|reviewer=Robert James
|genre=Literary Fiction
|summary=Spanish Civil War epic is hard to get into and the characters blend together at times; however , you can’t doubt the beauty of Rivas’ exceptional writing for a second.
|rating=4
|buy=Maybe
}}
I normally start with a brief summary of the novel I’m reviewing, but Rivas’ sprawling epic is close to impossible to do anything ‘brief’ with. While it starts in 1881, it’s the book -burning witnessed by Hercules the boxer during the Spanish Civil War in 1936 which gives this novel its title and it floats through several other eras, eventually finishing more than a century after it started. Along the way, we meet a young washerwoman who sees souls in the river, Olinda the matchgirl, Gabriel the stammerer, and the Judge of Oklahoma, star of a series of Western novels Gabriel’s father reads.
If you’re valuing a novel by the amount of time it takes to read, Rivas’ five hundred plus densely packed pages come in very close to the top of the class here. Of course, most of us would pick quality over quantity when it comes to prose. Looking at that quality, in many ways this is still a book to be savoured, with some breathtaking writing at times – full marks to Jonathan Dunne for doing such a great job of translating from the Galician. That said, it’s overwhelming at times because of the length and the sheer number of characters,
I'd like to thank the publishers for sending a copy to the Bookbag.
Further reading suggestion: For another epic spanning a century or so, I absolutely adored [[We, the Drowned by Carsten Jensen]] and would highlyrecommend it to everyone. You might also enjoy [[All Is Silence by Manuel Rivas]].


Exercise brief:
Could you return, exactly as written, only the lines from the one holding "xyxy pixel coordinates" through the final line of the records below?

Interface dataset entries:
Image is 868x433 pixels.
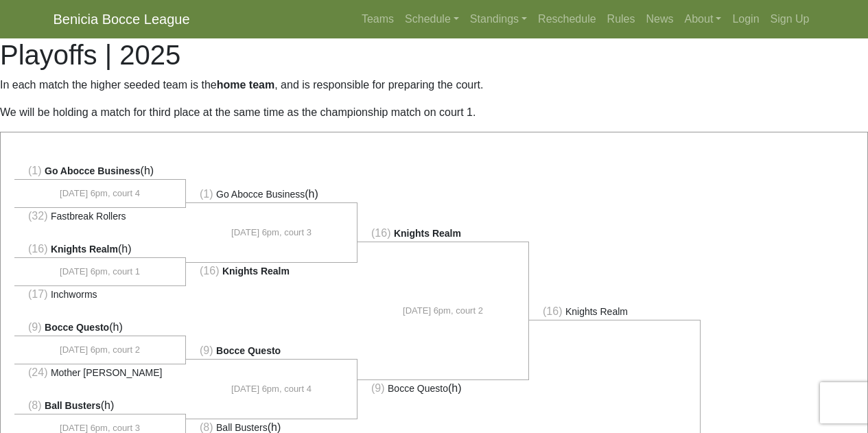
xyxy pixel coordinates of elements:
[216,345,281,356] span: Bocce Questo
[28,288,47,300] span: (17)
[726,5,764,33] a: Login
[51,289,98,300] span: Inchworms
[28,243,47,254] span: (16)
[403,304,483,318] span: [DATE] 6pm, court 2
[357,379,529,396] li: (h)
[45,322,109,333] span: Bocce Questo
[387,383,448,394] span: Bocce Questo
[222,265,290,276] span: Knights Realm
[28,321,42,333] span: (9)
[765,5,815,33] a: Sign Up
[641,5,679,33] a: News
[542,305,562,317] span: (16)
[216,422,268,433] span: Ball Busters
[371,382,385,394] span: (9)
[51,211,126,221] span: Fastbreak Rollers
[28,210,47,221] span: (32)
[679,5,727,33] a: About
[15,162,186,180] li: (h)
[15,241,186,258] li: (h)
[45,165,140,176] span: Go Abocce Business
[28,399,42,411] span: (8)
[54,5,190,33] a: Benicia Bocce League
[565,306,628,317] span: Knights Realm
[60,343,140,357] span: [DATE] 6pm, court 2
[371,227,390,239] span: (16)
[200,421,213,433] span: (8)
[186,186,357,203] li: (h)
[45,400,101,411] span: Ball Busters
[356,5,399,33] a: Teams
[51,243,118,254] span: Knights Realm
[602,5,641,33] a: Rules
[394,228,461,239] span: Knights Realm
[60,265,140,279] span: [DATE] 6pm, court 1
[28,366,47,378] span: (24)
[200,265,219,276] span: (16)
[232,226,312,240] span: [DATE] 6pm, court 3
[200,188,213,200] span: (1)
[200,345,213,356] span: (9)
[15,319,186,336] li: (h)
[232,382,312,396] span: [DATE] 6pm, court 4
[465,5,532,33] a: Standings
[15,397,186,415] li: (h)
[217,79,274,90] strong: home team
[399,5,465,33] a: Schedule
[28,165,42,176] span: (1)
[51,367,162,378] span: Mother [PERSON_NAME]
[60,187,140,201] span: [DATE] 6pm, court 4
[216,189,304,200] span: Go Abocce Business
[532,5,602,33] a: Reschedule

Expected answer:
xyxy pixel coordinates of elements:
[216,345,281,356] span: Bocce Questo
[28,288,47,300] span: (17)
[726,5,764,33] a: Login
[51,289,98,300] span: Inchworms
[28,243,47,254] span: (16)
[403,304,483,318] span: [DATE] 6pm, court 2
[357,379,529,396] li: (h)
[45,322,109,333] span: Bocce Questo
[387,383,448,394] span: Bocce Questo
[222,265,290,276] span: Knights Realm
[28,321,42,333] span: (9)
[765,5,815,33] a: Sign Up
[641,5,679,33] a: News
[542,305,562,317] span: (16)
[216,422,268,433] span: Ball Busters
[371,382,385,394] span: (9)
[51,211,126,221] span: Fastbreak Rollers
[28,210,47,221] span: (32)
[679,5,727,33] a: About
[15,162,186,180] li: (h)
[15,241,186,258] li: (h)
[45,165,140,176] span: Go Abocce Business
[28,399,42,411] span: (8)
[54,5,190,33] a: Benicia Bocce League
[565,306,628,317] span: Knights Realm
[60,343,140,357] span: [DATE] 6pm, court 2
[371,227,390,239] span: (16)
[200,421,213,433] span: (8)
[186,186,357,203] li: (h)
[45,400,101,411] span: Ball Busters
[356,5,399,33] a: Teams
[51,243,118,254] span: Knights Realm
[602,5,641,33] a: Rules
[394,228,461,239] span: Knights Realm
[60,265,140,279] span: [DATE] 6pm, court 1
[28,366,47,378] span: (24)
[200,265,219,276] span: (16)
[232,226,312,240] span: [DATE] 6pm, court 3
[200,188,213,200] span: (1)
[200,345,213,356] span: (9)
[15,319,186,336] li: (h)
[232,382,312,396] span: [DATE] 6pm, court 4
[465,5,532,33] a: Standings
[15,397,186,415] li: (h)
[217,79,274,90] strong: home team
[399,5,465,33] a: Schedule
[28,165,42,176] span: (1)
[51,367,162,378] span: Mother [PERSON_NAME]
[60,187,140,201] span: [DATE] 6pm, court 4
[216,189,304,200] span: Go Abocce Business
[532,5,602,33] a: Reschedule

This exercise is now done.